Somebody’s Moral Outrage is “triggered” (it’s a hoot that Bk had no shame in using that word to describe his own reaction), his target counters with a reasonable response, but The Outraged One is anchored and feels justified in pressing his point, and pressing it, and pressing it and, soon, nobody is reasonable any more.
Can’t you imagine exactly this sequence of events taking place, for example, when Berkeley students were morally outraged and triggered by the very possibility of conservative commentator Ben Shapiro’s presence on campus? That episode resulted in riots.

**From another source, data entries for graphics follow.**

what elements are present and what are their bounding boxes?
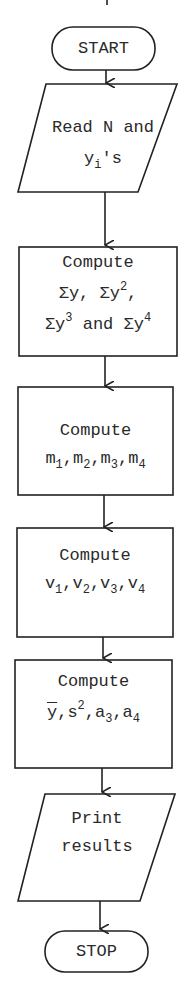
sums-line-2: Σy3 and Σy4 — [19, 314, 177, 336]
read-line-1: Read N and — [28, 117, 178, 139]
m-terms: m1,m2,m3,m4 — [18, 448, 173, 470]
v-terms: v1,v2,v3,v4 — [17, 573, 173, 595]
read-label: Read N and yi's — [28, 117, 178, 170]
compute-m-label: Compute m1,m2,m3,m4 — [18, 420, 173, 470]
compute-title: Compute — [15, 671, 172, 693]
start-label: START — [52, 38, 155, 60]
print-label: Print results — [22, 808, 172, 858]
compute-title: Compute — [18, 420, 173, 442]
sums-line-1: Σy, Σy2, — [19, 283, 177, 305]
stats-terms: y,s2,a3,a4 — [15, 702, 172, 724]
read-line-2: yi's — [28, 148, 178, 170]
compute-title: Compute — [17, 545, 173, 567]
stop-text: STOP — [76, 942, 117, 961]
compute-title: Compute — [19, 252, 177, 274]
apos-s: 's — [102, 149, 122, 168]
compute-sums-label: Compute Σy, Σy2, Σy3 and Σy4 — [19, 252, 177, 336]
compute-v-label: Compute v1,v2,v3,v4 — [17, 545, 173, 595]
y-var: y — [84, 149, 94, 168]
print-text: Print — [22, 808, 172, 830]
stop-label: STOP — [45, 941, 148, 963]
i-subscript: i — [94, 158, 101, 172]
start-text: START — [78, 39, 129, 58]
compute-stats-label: Compute y,s2,a3,a4 — [15, 671, 172, 724]
results-text: results — [22, 836, 172, 858]
y-bar: y — [47, 703, 57, 722]
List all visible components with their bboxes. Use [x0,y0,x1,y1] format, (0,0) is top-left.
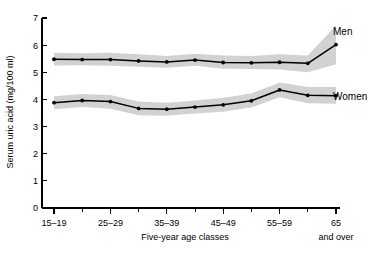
data-point-marker [250,99,254,103]
data-point-marker [250,61,254,65]
data-point-marker [165,60,169,64]
data-point-marker [334,43,338,47]
x-axis-tick-label: 25–29 [98,218,123,228]
x-axis-title: Five-year age classes [141,232,229,242]
x-axis-tick-label: 15–19 [41,218,66,228]
data-point-marker [137,106,141,110]
x-axis-tick-label: 55–59 [267,218,292,228]
data-point-marker [278,88,282,92]
y-axis-tick-label: 5 [33,68,38,78]
x-axis-last-tick-sublabel: and over [318,232,353,242]
y-axis-tick-label: 3 [33,122,38,132]
serum-uric-acid-chart: 01234567 15–1925–2935–3945–4955–5965 Men… [0,0,368,260]
data-point-marker [80,58,84,62]
y-axis-tick-label: 0 [33,203,38,213]
data-point-marker [306,93,310,97]
series-label-men: Men [333,26,352,37]
data-point-marker [165,107,169,111]
data-point-marker [109,58,113,62]
data-point-marker [221,61,225,65]
data-point-marker [221,103,225,107]
data-point-marker [52,57,56,61]
y-axis-tick-label: 1 [33,176,38,186]
data-point-marker [52,101,56,105]
data-point-marker [193,58,197,62]
data-point-marker [193,105,197,109]
y-axis-title: Serum uric acid (mg/100 ml) [5,55,15,168]
data-point-marker [306,61,310,65]
data-point-marker [137,59,141,63]
data-point-marker [109,100,113,104]
x-axis-tick-label: 35–39 [154,218,179,228]
data-point-marker [278,60,282,64]
series-label-women: Women [333,91,367,102]
y-axis-tick-label: 7 [33,13,38,23]
y-axis-tick-label: 2 [33,149,38,159]
data-point-marker [80,99,84,103]
x-axis-tick-label: 45–49 [211,218,236,228]
y-axis-tick-label: 6 [33,41,38,51]
y-axis-tick-label: 4 [33,95,38,105]
x-axis-tick-label: 65 [331,218,341,228]
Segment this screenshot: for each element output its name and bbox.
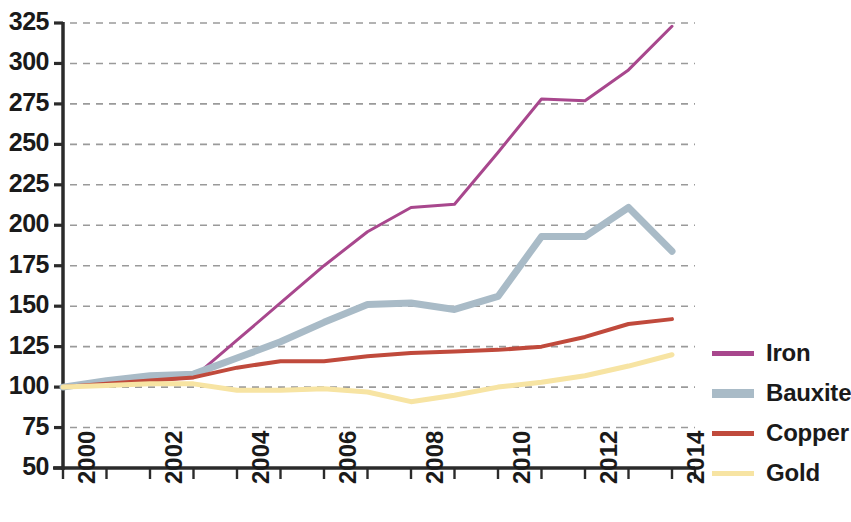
y-tick-label: 150 <box>9 290 49 319</box>
legend-label: Gold <box>766 459 820 487</box>
y-tick-label: 50 <box>22 452 49 481</box>
y-tick-label: 325 <box>9 7 49 36</box>
legend-label: Copper <box>766 419 849 447</box>
legend-item-gold[interactable]: Gold <box>712 458 820 488</box>
x-tick-label: 2004 <box>247 431 275 484</box>
x-tick-label: 2008 <box>421 431 449 484</box>
x-tick-label: 2012 <box>595 431 623 484</box>
y-tick-label: 200 <box>9 209 49 238</box>
legend-item-copper[interactable]: Copper <box>712 418 849 448</box>
y-tick-label: 175 <box>9 250 49 279</box>
x-tick-label: 2000 <box>73 431 101 484</box>
legend-swatch-icon <box>712 351 754 356</box>
legend-label: Iron <box>766 339 811 367</box>
legend-label: Bauxite <box>766 379 851 407</box>
legend-item-iron[interactable]: Iron <box>712 338 811 368</box>
series-line-iron <box>63 26 672 387</box>
x-tick-label: 2006 <box>334 431 362 484</box>
series-line-bauxite <box>63 207 672 387</box>
x-tick-label: 2010 <box>508 431 536 484</box>
x-tick-label: 2002 <box>160 431 188 484</box>
y-tick-label: 300 <box>9 47 49 76</box>
y-tick-label: 225 <box>9 169 49 198</box>
legend-swatch-icon <box>712 471 754 476</box>
y-tick-label: 275 <box>9 88 49 117</box>
y-tick-label: 125 <box>9 331 49 360</box>
y-tick-label: 100 <box>9 371 49 400</box>
legend-swatch-icon <box>712 431 754 436</box>
y-tick-label: 75 <box>22 412 49 441</box>
legend-item-bauxite[interactable]: Bauxite <box>712 378 851 408</box>
x-tick-label: 2014 <box>682 431 710 484</box>
legend-swatch-icon <box>712 389 754 398</box>
y-tick-label: 250 <box>9 128 49 157</box>
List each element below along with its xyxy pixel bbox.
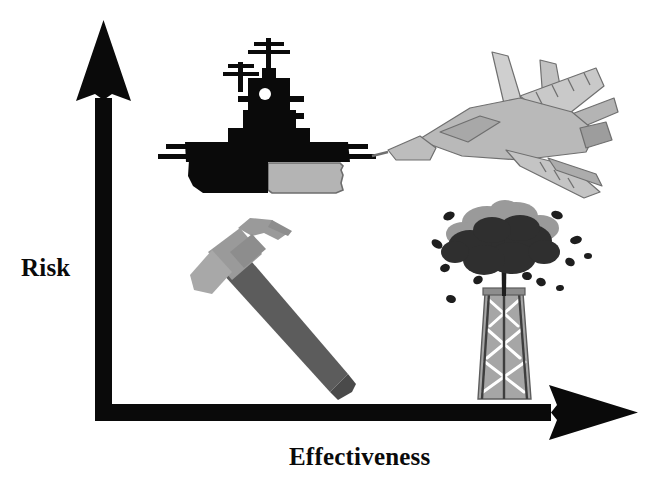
quadrant-bottom-right <box>375 212 640 402</box>
y-axis-label: Risk <box>21 254 70 282</box>
y-axis-arrowhead-icon <box>76 20 131 101</box>
x-axis-line <box>95 404 551 421</box>
y-axis <box>76 20 131 420</box>
x-axis-label: Effectiveness <box>289 443 430 471</box>
quadrant-bottom-left <box>130 212 370 402</box>
y-axis-line <box>95 98 112 420</box>
quadrant-top-left <box>130 30 370 210</box>
quadrant-top-right <box>375 30 640 210</box>
diagram-canvas: Risk Effectiveness <box>0 0 667 485</box>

It doesn’t take much to extend this idea to Kim Jong Un being outraged and triggered by Our Current President’s childish taunts. The result of that dialog could be a lot worse than mere riots.
Social media does give us a degree of isolation, permitting us to say things that we might at least think twice about if we were face to face with our interlocutor. But that isolation is hardly essential in producing unpleasant outcomes. All that’s really required is a profound sense of absolute rightness and superiority .
Unfortunately, there’s no shortage of that in contemporary social or political discourse, no matter which side of the argument you’re on.
Thank you Dr. Mount! Trenchant as always. Perhaps the one benefit of the hell that social media hath wrought is that it teaches some people patience and exposes the whako in all of us.